On November 8, 2011 Christopher Edgar forced his way into a woman’s apartment. He put her in a chokehold. He ordered her not to scream. Once he had forced his way in, he locked the door and released the complainant. He started ranting about a police chase and drugs. Edgar was red and sweaty; possibly high - he paced angrily and erratically between the complainant and her front door while making telephone calls. The complainant was terrified. She asked if she could smoke cigarettes and drink tea on the balcony. Edgar allowed it. The balcony was the only place, aside from her front door, where the complainant could possibly go.
When first on the balcony, Edgar told the complainant that before he left, they had to have an agreement – but first, he needed her to come inside and watch him masturbate. The complainant complied. She sat on the couch near Edgar while he masturbated by putting his hands down his pants. He did not expose his penis or touch the complainant. After a few minutes, Edgar asked the complainant when her husband was going to be home. She told him soon.
By this point, Edgar had been in the complainant’s apartment for about an hour. The complainant’s terror had mounted. In fear of being raped or killed, she ran out on the balcony, and dove over the railing. She fell 12 feet to the ground, and broke both of her ankles. She screamed for help and tried to run away [@ paras 5-6].
Edgar was found guilty after trial of sexual assault. On appeal, he argued that because there was no overt interference with the complainant’s sexual or bodily integrity, the trial judge erred in convicting him.
The Court of Appeal did not agree: 2016 ONCA 120. To commit a sexual assault, it was not necessary for Edgar to have touched or even verbally threatened the complainant. A person’s act or gesture, without words, force or any physical contact, can constitute a threat to apply force of a sexual nature, if it intentionally creates in another person an apprehension of imminent harm or offensive contact that affronts the person’s sexual integrity.

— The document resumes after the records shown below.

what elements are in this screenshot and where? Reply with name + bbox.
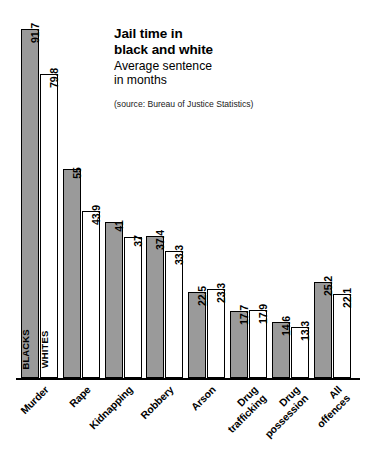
bar-value-label: 17.9 bbox=[258, 304, 269, 324]
bar-kidnapping-blacks: 41 bbox=[105, 222, 123, 378]
bar-value-label: 37 bbox=[133, 235, 144, 246]
bar-drug-possession-blacks: 14.6 bbox=[272, 322, 290, 378]
bar-arson-whites: 23.3 bbox=[207, 289, 225, 378]
category-label-kidnapping: Kidnapping bbox=[87, 384, 135, 432]
bar-robbery-blacks: 37.4 bbox=[146, 236, 164, 378]
category-label-arson: Arson bbox=[189, 384, 218, 413]
category-label-line: Rape bbox=[67, 384, 92, 409]
bar-value-label: 43.9 bbox=[91, 205, 102, 225]
chart-root: Jail time in black and white Average sen… bbox=[0, 0, 371, 476]
bar-value-label: 41 bbox=[114, 220, 125, 231]
bar-rape-whites: 43.9 bbox=[82, 211, 100, 378]
bar-drug-possession-whites: 13.3 bbox=[291, 327, 309, 378]
bar-arson-blacks: 22.5 bbox=[188, 292, 206, 378]
bar-value-label: 25.2 bbox=[323, 276, 334, 296]
category-label-rape: Rape bbox=[67, 384, 93, 410]
bar-value-label: 79.8 bbox=[49, 68, 60, 88]
category-label-line: Murder bbox=[19, 384, 51, 416]
category-label-line: Kidnapping bbox=[87, 384, 134, 431]
bar-value-label: 33.3 bbox=[174, 245, 185, 265]
bar-value-label: 13.3 bbox=[300, 321, 311, 341]
legend-label-blacks: BLACKS bbox=[21, 329, 30, 369]
bar-value-label: 22.5 bbox=[197, 286, 208, 306]
legend-label-whites: WHITES bbox=[40, 330, 49, 368]
bar-murder-blacks: 91.7BLACKS bbox=[21, 29, 39, 378]
category-label-murder: Murder bbox=[19, 384, 52, 417]
category-label-drug-possession: Drugpossession bbox=[254, 384, 310, 440]
bar-drug-trafficking-blacks: 17.7 bbox=[230, 311, 248, 378]
bar-value-label: 14.6 bbox=[281, 316, 292, 336]
category-label-robbery: Robbery bbox=[139, 384, 177, 422]
category-label-all-offences: Alloffences bbox=[306, 384, 352, 430]
bar-value-label: 22.1 bbox=[342, 288, 353, 308]
bar-drug-trafficking-whites: 17.9 bbox=[249, 310, 267, 378]
bar-murder-whites: 79.8WHITES bbox=[40, 74, 58, 378]
bar-kidnapping-whites: 37 bbox=[124, 237, 142, 378]
bar-value-label: 37.4 bbox=[155, 230, 166, 250]
bar-value-label: 23.3 bbox=[216, 283, 227, 303]
bar-robbery-whites: 33.3 bbox=[165, 251, 183, 378]
category-label-line: Robbery bbox=[139, 384, 176, 421]
bar-value-label: 55 bbox=[72, 167, 83, 178]
bar-all-offences-whites: 22.1 bbox=[333, 294, 351, 378]
axis-baseline bbox=[16, 378, 360, 380]
category-label-line: Arson bbox=[189, 384, 218, 413]
bar-value-label: 17.7 bbox=[239, 305, 250, 325]
plot-area: 91.7BLACKS79.8WHITES5543.9413737.433.322… bbox=[0, 0, 371, 380]
bar-value-label: 91.7 bbox=[30, 23, 41, 43]
bar-all-offences-blacks: 25.2 bbox=[314, 282, 332, 378]
bar-rape-blacks: 55 bbox=[63, 169, 81, 378]
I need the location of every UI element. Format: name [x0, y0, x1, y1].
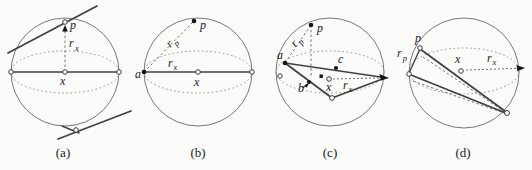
- point-right-pole: [250, 70, 255, 75]
- label-rx-base: r: [487, 51, 492, 65]
- label-rx-sub: x: [348, 84, 353, 94]
- arrowhead-to-p: [62, 25, 68, 32]
- radius-line-rx: [333, 78, 379, 79]
- sphere-diagram-b: a p r p r x x (b): [133, 0, 266, 170]
- caption-b: (b): [190, 145, 205, 160]
- point-a: [142, 70, 147, 75]
- point-right-pole: [117, 70, 122, 75]
- sphere-outline: [276, 18, 384, 126]
- segment-rp: [410, 50, 420, 72]
- label-rp-base: r: [397, 46, 402, 60]
- caption-d: (d): [455, 145, 470, 160]
- equator-ellipse: [409, 48, 519, 94]
- point-p: [63, 20, 68, 25]
- label-a: a: [135, 67, 141, 81]
- panel-a: p r x x (a): [0, 0, 133, 170]
- radius-line-rx: [466, 68, 520, 70]
- label-b-leader-arrow: [305, 84, 310, 88]
- label-rx-sub: x: [74, 43, 79, 53]
- label-p: p: [316, 21, 323, 35]
- point-x: [459, 69, 464, 74]
- sphere-diagram-d: p r p x r x (d): [399, 0, 532, 170]
- panel-c: a p r p c b x r x (c): [266, 0, 399, 170]
- label-a: a: [277, 48, 283, 62]
- caption-c: (c): [323, 145, 337, 160]
- point-left: [407, 72, 412, 77]
- label-x: x: [325, 80, 332, 94]
- arrowhead-rx: [517, 65, 526, 71]
- label-rx-base: r: [69, 36, 74, 50]
- label-b: b: [298, 81, 304, 95]
- panel-b: a p r p r x x (b): [133, 0, 266, 170]
- point-left-pole: [9, 70, 14, 75]
- label-c: c: [338, 52, 344, 66]
- point-bottom: [330, 96, 335, 101]
- point-p: [192, 19, 197, 24]
- label-p: p: [199, 18, 206, 32]
- point-q: [505, 111, 510, 116]
- point-b: [307, 80, 311, 84]
- label-x: x: [59, 74, 66, 88]
- label-rp-sub: p: [402, 53, 407, 63]
- point-p: [309, 23, 314, 28]
- label-rx-base: r: [168, 56, 173, 70]
- line-left-to-q: [411, 75, 505, 113]
- dashed-line-inner-bottom: [413, 81, 504, 113]
- label-rp: r p: [163, 33, 181, 52]
- point-p: [418, 46, 423, 51]
- label-x: x: [193, 75, 200, 89]
- label-rx-base: r: [343, 78, 348, 92]
- sphere-diagram-a: p r x x (a): [0, 0, 133, 170]
- panel-d: p r p x r x (d): [399, 0, 532, 170]
- point-x: [196, 70, 201, 75]
- sphere-figure: p r x x (a) a p r p r x x (b): [0, 0, 532, 170]
- point-marker-square: [320, 75, 323, 78]
- label-p: p: [414, 31, 421, 45]
- label-p: p: [69, 18, 76, 32]
- sphere-diagram-c: a p r p c b x r x (c): [266, 0, 399, 170]
- point-equator-left: [278, 74, 282, 78]
- label-rx-sub: x: [492, 57, 497, 67]
- label-x: x: [454, 52, 461, 66]
- point-a: [283, 61, 288, 66]
- point-tangent-bottom: [74, 128, 79, 133]
- chord-bottom-right: [332, 78, 385, 98]
- point-c: [334, 66, 338, 70]
- chord-a-right: [285, 63, 384, 78]
- caption-a: (a): [56, 145, 70, 160]
- label-rx-sub: x: [173, 62, 178, 72]
- tangent-line-top: [8, 6, 97, 53]
- tangent-line-bottom: [58, 111, 131, 139]
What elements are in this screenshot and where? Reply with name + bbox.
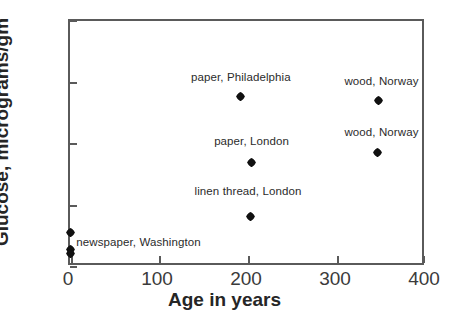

Coupled with a present ability to carry out the threat, this conduct can amount to a sexual assault [see R v Cadden (1989) 48 CCC (3d) 122 (BCCA) and R v Johnson, 2006 CanLII 37519 SCJ)].
The Court of Appeal rejected giving Cadden and Johnson a narrow interpretation that required overt acts combined with verbal demands made of the victims. Rather, the Court found that Edgar’s act of masturbation was elevated from an indecent act to a sexual assault because of the surrounding circumstances of sexualized violence, control, and confinement that he created, and to which he deliberately subjected the complainant. The Court of Appeal held that it was those same types of circumstances that informed the decisions in both Cadden and Johnson [@ paras 12-15].
Further, the Court went on to emphasize, as was done in Cadden, that sexual assault is “an act of power, aggression and control, and that a threat to invade the bodily or sexual integrity of another person or to otherwise apply force is itself a hostile act” [@ para 16]. In this case, Edgar had intentionally terrorized the complainant for a prolonged period, in violent and sexualized circumstances, causing her to reasonably believe that he had the present ability to rape or kill her [@ para 16].
The Appeal was dismissed. Viewed in the context of the entire circumstances, Edgar’s acts indeed constituted a sexual assault [@ para 17].
Comment
Sexual assault prosecutions are difficult prosecutions for complex reasons. It is an area of criminal law that faces a myriad of legal nuances and engrained biases that are absent from other types of criminalized conduct. The Court of Appeal’s comments in Edgar highlights that the focus in sexual assault cases is largely centred on the integrity and subjective experiences of the complainant, and in this case, the surrounding circumstances which inform those experiences. The sexual integrity of the complainant is a paramount consideration, and the intent is only general. The Court’s reasons in Edgar are very clearly aligned, and properly so, with the Supreme Court’s decision R v Chase [1987] 2 SCR 293.